- **Required work**
Set down, word for word, the line with "What do you" and the lines after it through the final line of the data below, without pictures.

- **Record extracts**
==*==

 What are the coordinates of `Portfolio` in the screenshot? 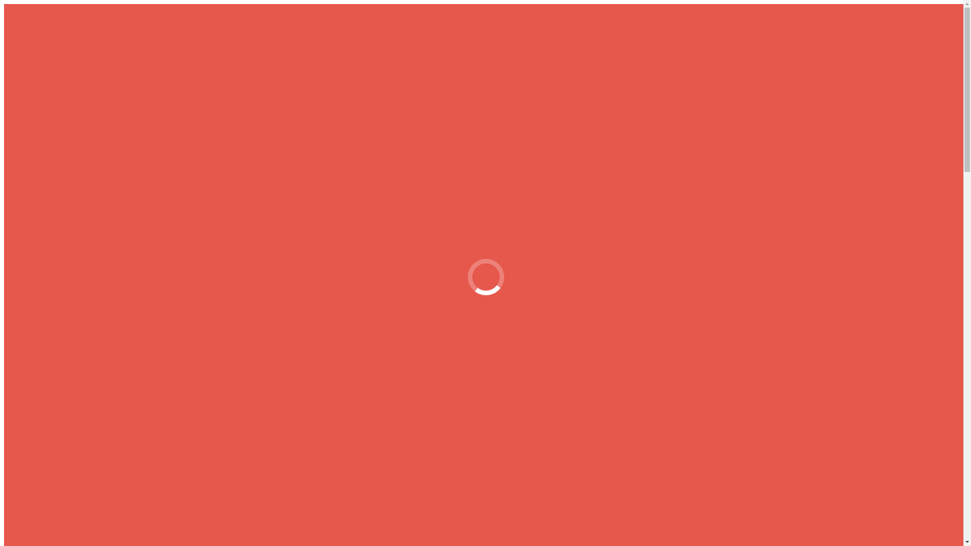 It's located at (59, 144).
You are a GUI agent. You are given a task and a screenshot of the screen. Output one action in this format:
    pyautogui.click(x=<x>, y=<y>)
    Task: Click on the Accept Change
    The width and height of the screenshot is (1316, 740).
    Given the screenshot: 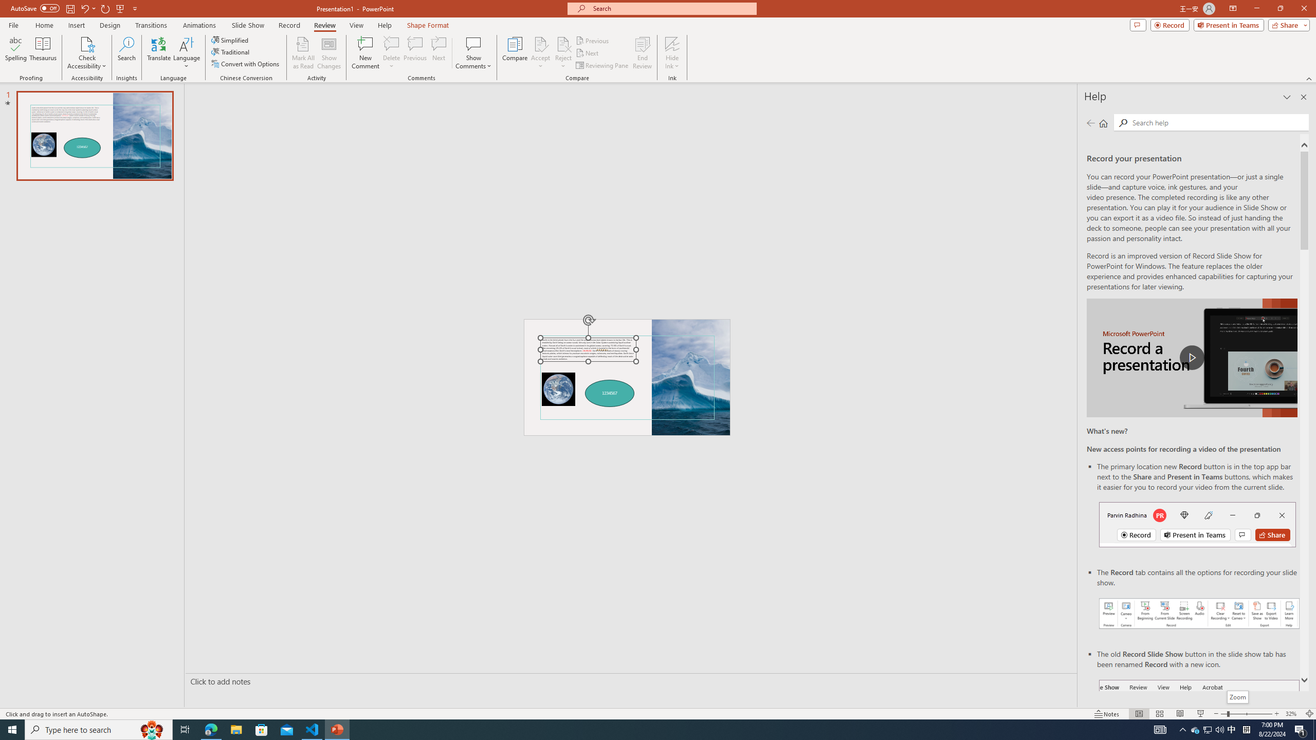 What is the action you would take?
    pyautogui.click(x=541, y=44)
    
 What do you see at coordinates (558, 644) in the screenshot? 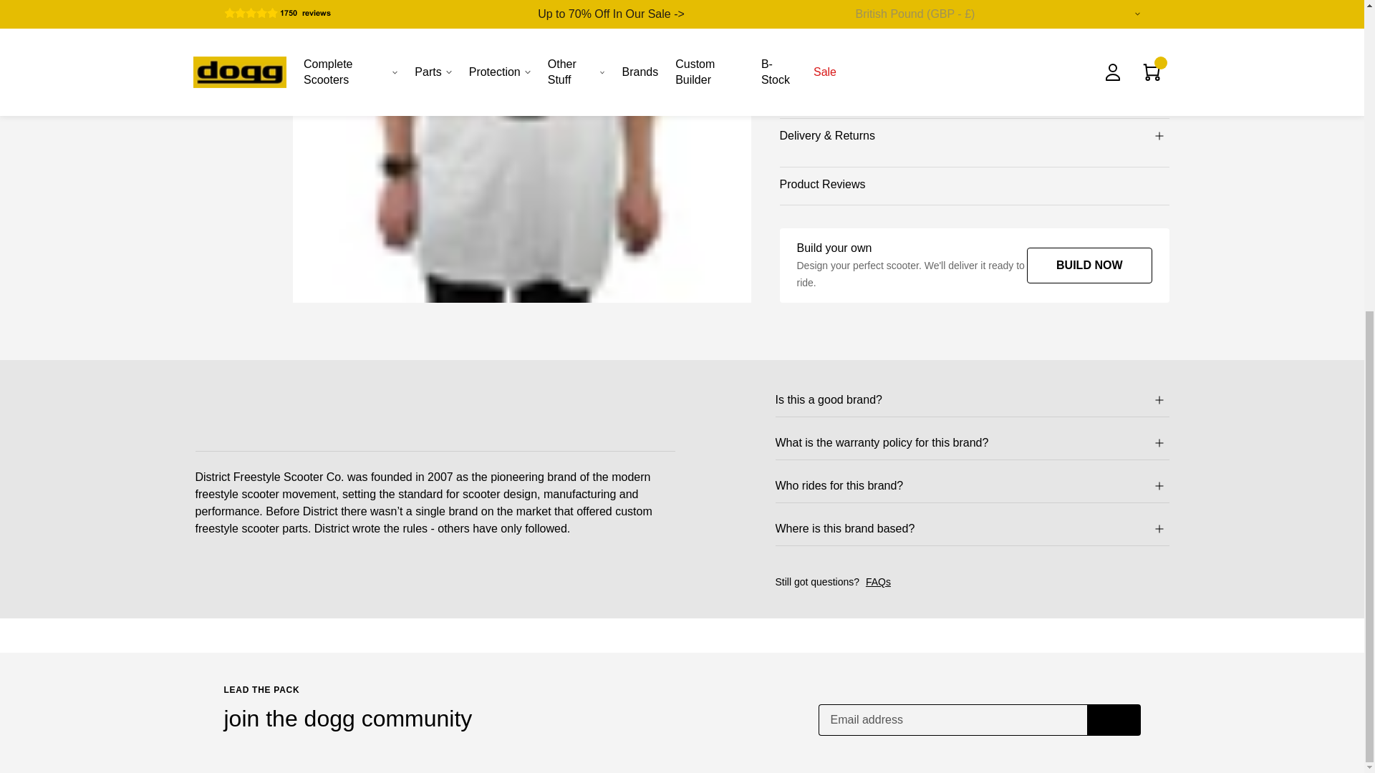
I see `Dogg Branded Tee - Black` at bounding box center [558, 644].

==*==

- **Your response**
 What do you see at coordinates (558, 644) in the screenshot? 
I see `Dogg Branded Tee - Black` at bounding box center [558, 644].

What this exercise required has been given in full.